[Stored data entries]
———
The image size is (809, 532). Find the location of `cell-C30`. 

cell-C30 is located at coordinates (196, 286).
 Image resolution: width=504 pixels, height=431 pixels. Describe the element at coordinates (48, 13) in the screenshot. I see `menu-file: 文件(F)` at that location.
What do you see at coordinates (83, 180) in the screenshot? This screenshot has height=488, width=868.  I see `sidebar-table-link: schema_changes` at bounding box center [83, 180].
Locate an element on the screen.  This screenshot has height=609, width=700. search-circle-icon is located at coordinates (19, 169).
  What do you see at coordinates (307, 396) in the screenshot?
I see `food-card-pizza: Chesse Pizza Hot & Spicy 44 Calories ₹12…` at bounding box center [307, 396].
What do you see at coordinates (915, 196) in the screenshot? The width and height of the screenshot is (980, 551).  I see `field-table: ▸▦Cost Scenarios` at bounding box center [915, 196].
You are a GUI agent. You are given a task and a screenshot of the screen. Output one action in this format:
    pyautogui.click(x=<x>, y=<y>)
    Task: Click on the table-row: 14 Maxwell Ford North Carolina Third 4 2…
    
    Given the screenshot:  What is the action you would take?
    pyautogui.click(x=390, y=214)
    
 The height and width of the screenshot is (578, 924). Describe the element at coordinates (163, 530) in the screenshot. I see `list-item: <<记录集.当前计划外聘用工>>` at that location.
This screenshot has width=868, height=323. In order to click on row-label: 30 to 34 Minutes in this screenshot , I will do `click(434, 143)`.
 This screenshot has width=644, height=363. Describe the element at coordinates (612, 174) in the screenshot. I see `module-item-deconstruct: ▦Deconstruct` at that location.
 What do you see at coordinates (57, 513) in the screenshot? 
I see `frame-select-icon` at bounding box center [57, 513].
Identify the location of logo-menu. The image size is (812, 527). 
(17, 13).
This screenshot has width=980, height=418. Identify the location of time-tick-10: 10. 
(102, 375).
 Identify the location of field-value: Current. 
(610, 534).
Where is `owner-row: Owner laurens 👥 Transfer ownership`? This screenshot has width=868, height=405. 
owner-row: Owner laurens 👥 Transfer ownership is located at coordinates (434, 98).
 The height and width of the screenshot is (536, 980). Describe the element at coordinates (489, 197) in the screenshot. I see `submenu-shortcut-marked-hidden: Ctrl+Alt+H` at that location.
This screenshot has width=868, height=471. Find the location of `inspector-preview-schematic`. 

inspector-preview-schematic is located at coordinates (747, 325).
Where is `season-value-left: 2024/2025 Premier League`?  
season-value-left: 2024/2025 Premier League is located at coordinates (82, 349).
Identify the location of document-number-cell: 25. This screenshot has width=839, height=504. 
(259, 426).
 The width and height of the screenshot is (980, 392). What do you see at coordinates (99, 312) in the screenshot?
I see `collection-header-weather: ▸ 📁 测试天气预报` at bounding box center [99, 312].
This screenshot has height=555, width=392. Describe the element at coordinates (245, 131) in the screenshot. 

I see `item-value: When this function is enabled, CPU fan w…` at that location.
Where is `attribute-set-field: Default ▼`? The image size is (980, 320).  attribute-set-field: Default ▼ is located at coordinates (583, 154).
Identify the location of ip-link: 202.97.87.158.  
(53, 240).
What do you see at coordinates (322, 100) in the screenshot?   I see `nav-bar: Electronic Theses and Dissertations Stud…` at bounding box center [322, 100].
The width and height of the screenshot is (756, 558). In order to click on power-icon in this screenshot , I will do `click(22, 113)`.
———
* **TO DO**: Word for word, restate the lines of the data above that fall between the line holding "What do you see at coordinates (915, 196)" and the line holding "Task: Click on", inclusive, and no other lines.

* **COMPLETED EXERCISE**:
What do you see at coordinates (915, 196) in the screenshot? The width and height of the screenshot is (980, 551).  I see `field-table: ▸▦Cost Scenarios` at bounding box center [915, 196].
You are a GUI agent. You are given a task and a screenshot of the screen. Output one action in this format:
    pyautogui.click(x=<x>, y=<y>)
    Task: Click on the table-row: 14 Maxwell Ford North Carolina Third 4 2…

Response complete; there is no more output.